David Williams first modern fulltime ViceChancellor University of Cambridge

For Those Who Would Lead

Oct. 26, 2015
A tribute to a master wordsmith and leader.

Whether in companies, countries or communities, those who would lead would do well to learn from the late David Williams, my friend of a quarter century and, in a special way, a mentor to this day.

By every measure, Sir David Glyndwr Tudor Williams was a remarkable person. A distinguished scholar. A challenging author. A distinguished professor of law. An innovative president of Wolfson College, Cambridge. The first modern full-time Vice-Chancellor of the ancient University of Cambridge. A gentleman. A master of words. A person whose truest measure of greatness was and remains the humanness of his being.

David Williams loved language. He had the remarkable ability to make words fit the circumstance, whether in a lecture hall, in his office in the Old Schools, in a conversation with a University colleague, in conversation and consultation with those in government, in conversations with any of his many friends, or, most important, in the daily interplay of words with his family.

In public and in private, David Williams had the rare ability to speak in marvelously well-constructed sentences and phrases, to speak with humor, and to speak with authority. No one who ever heard his magnificent voice could mistake his seriousness, his purpose, or his lack of pretense.

Yet always at the core was the message—the words which David Williams shared, the thoughtfulness they reflected, and the inspired intellect they communicated.

"David Williams was a master teacher, because he was a master of words."

David Williams was a master teacher, because he was a master of words. And, significantly, those in the profession of law and in the storied University, of which he was the chief executive officer, have not been the only beneficiaries.

By his words and no less by his example, David Williams taught also so many people beyond the profession and beyond the University principles of civility and responsibility, principles of education and excellence, and principles of diversity and dedication.

Ultimately, David Williams celebrated life—and encouraged others by his example to celebrate life and, especially, to nurture and cherish their humanness.

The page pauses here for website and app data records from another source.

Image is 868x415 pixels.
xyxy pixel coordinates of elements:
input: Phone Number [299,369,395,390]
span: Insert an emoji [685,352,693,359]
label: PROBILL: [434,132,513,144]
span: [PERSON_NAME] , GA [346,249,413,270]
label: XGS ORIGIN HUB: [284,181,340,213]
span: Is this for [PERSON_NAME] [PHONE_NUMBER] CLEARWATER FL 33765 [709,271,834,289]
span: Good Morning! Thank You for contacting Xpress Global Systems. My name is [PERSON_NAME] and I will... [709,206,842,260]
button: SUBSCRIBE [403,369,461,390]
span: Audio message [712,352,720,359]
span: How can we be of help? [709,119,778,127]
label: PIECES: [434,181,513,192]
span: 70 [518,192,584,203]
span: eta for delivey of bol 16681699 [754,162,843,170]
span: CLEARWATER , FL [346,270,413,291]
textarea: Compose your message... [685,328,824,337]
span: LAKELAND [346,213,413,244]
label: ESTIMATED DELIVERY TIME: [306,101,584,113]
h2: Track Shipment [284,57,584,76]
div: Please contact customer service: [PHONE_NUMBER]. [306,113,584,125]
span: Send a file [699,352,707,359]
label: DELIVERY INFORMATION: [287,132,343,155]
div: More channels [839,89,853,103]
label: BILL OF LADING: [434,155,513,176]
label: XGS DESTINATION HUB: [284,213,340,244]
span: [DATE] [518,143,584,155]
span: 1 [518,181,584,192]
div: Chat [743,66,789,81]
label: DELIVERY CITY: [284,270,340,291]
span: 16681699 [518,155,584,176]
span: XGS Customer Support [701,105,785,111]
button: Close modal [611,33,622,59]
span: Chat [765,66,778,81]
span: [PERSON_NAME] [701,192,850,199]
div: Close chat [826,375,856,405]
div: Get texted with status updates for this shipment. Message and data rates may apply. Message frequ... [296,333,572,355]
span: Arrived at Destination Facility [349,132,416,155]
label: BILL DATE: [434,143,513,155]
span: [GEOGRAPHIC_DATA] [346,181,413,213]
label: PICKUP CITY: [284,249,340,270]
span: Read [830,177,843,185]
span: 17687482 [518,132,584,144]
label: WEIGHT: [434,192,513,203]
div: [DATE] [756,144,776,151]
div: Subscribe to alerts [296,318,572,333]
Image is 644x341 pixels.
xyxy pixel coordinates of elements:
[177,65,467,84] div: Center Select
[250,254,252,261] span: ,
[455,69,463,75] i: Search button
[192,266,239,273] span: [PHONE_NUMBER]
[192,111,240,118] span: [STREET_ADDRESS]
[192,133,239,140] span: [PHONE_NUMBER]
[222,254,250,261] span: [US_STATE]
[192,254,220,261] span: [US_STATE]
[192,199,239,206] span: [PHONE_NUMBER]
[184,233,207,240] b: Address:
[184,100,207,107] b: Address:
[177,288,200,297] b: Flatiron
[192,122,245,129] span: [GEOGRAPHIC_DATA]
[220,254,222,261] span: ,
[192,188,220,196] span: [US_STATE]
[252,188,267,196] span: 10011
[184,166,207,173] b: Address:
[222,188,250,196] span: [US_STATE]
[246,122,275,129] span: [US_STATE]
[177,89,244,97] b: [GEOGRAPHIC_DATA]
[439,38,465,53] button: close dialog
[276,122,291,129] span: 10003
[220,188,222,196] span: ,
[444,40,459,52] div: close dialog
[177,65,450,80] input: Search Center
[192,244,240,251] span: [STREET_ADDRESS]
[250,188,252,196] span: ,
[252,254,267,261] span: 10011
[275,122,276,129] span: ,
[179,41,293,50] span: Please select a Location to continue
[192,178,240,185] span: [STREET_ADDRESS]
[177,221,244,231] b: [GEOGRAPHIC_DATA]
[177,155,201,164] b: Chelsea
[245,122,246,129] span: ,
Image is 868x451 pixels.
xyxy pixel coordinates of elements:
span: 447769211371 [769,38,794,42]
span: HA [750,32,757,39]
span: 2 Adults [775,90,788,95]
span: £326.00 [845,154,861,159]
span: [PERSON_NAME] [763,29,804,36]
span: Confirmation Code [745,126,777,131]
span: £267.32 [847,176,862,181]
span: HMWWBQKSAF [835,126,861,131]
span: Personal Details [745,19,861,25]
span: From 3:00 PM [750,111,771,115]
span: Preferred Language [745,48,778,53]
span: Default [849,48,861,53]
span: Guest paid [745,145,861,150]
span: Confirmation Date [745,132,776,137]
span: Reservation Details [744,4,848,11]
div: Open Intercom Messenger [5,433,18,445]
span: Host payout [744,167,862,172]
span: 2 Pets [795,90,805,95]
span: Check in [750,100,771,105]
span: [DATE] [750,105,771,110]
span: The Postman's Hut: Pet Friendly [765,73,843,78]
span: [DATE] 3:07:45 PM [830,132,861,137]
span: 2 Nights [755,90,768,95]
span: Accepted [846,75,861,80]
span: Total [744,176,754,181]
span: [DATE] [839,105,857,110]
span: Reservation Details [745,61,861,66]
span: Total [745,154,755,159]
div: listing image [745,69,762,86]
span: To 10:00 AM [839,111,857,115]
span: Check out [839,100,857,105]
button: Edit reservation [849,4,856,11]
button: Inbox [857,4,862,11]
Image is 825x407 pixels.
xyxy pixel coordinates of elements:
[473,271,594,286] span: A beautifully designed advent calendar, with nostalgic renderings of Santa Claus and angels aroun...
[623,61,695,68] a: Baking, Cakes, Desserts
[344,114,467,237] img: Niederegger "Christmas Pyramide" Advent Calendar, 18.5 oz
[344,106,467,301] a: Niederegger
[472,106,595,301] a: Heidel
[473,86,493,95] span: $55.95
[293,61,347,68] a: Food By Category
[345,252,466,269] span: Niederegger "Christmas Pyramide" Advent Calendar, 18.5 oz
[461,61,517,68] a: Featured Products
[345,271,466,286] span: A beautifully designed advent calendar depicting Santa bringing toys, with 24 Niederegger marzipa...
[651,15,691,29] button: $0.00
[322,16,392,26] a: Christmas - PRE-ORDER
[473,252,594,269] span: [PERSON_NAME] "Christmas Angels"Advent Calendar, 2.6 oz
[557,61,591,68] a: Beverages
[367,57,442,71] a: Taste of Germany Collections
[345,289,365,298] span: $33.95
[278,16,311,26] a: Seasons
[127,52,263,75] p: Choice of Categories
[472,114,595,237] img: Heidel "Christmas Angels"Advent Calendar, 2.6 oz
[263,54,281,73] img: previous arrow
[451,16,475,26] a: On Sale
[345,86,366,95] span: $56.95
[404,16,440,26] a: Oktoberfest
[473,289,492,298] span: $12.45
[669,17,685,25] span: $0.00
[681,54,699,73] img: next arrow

This is another of a series of occasional essay by John S. McClenahen, an award-winning writer and photographer who for four decades covered international economics, public policy, and management principles for IndustryWeek and was the first Press Fellow from the United States at Wolfson College, Cambridge. This essay is in part adapted from a letter of remembrance sent to Lady Williams shortly after Sir David’s passing in the autumn of 2009.

About the Author

John McClenahen | Former Senior Editor, IndustryWeek

 John S. McClenahen, is an occasional essayist on the Web site of IndustryWeek, the executive management publication from which he retired in 2006. He began his journalism career as a broadcast journalist at Westinghouse Broadcasting’s KYW in Cleveland, Ohio. In May 1967, he joined Penton Media Inc. in Cleveland and in September 1967 was transferred to Washington, DC, the base from which for nearly 40 years he wrote primarily about national and international economics and politics, and corporate social responsibility.
      
      McClenahen, a native of Ohio now residing in Maryland, is an award-winning writer and photographer. He is the author of three books of poetry, most recently An Unexpected Poet (2013), and several books of photographs, including Black, White, and Shades of Grey (2014). He also is the author of a children’s book, Henry at His Beach (2014).
      
      His photograph “Provincetown: Fog Rising 2004” was selected for the Smithsonian Institution’s 2011 juried exhibition Artists at Work and displayed in the S. Dillon Ripley Center at the Smithsonian Institution in Washington, D.C., from June until October 2011. Five of his photographs are in the collection of St. Lawrence University and displayed on campus in Canton, New York.
      
      John McClenahen’s essay “Incorporating America: Whitman in Context” was designated one of the five best works published in The Journal of Graduate Liberal Studies during the twelve-year editorship of R. Barry Leavis of Rollins College. John McClenahen’s several journalism prizes include the coveted Jesse H. Neal Award. He also is the author of the commemorative poem “Upon 50 Years,” celebrating the fiftieth anniversary of the founding of Wolfson College Cambridge, and appearing in “The Wolfson Review.”
      
      John McClenahen received a B.A. (English with a minor in government) from St. Lawrence University, an M.A., (English) from Western Reserve University, and a Master of Arts in Liberal Studies from Georgetown University, where he also pursued doctoral studies. At St. Lawrence University, he was elected to academic honor societies in English and government and to Omicron Delta Kappa, the University’s highest undergraduate honor. John McClenahen was a participant in the 32nd Annual Wharton Seminars for Journalists at the Wharton School at the University of Pennsylvania in Philadelphia. During the Easter Term of the 1986 academic year, John McClenahen was the first American to hold a prestigious Press Fellowship at Wolfson College, Cambridge, in the United Kingdom.
      
      John McClenahen has served on the Editorial Board of Confluence: The Journal of Graduate Liberal Studies and was co-founder and first editor of Liberal Studies at Georgetown. He has been a volunteer researcher on the William Steinway Diary Project at the Smithsonian Institution, Washington, D.C., and has been an assistant professorial lecturer at The George Washington University in Washington, D.C.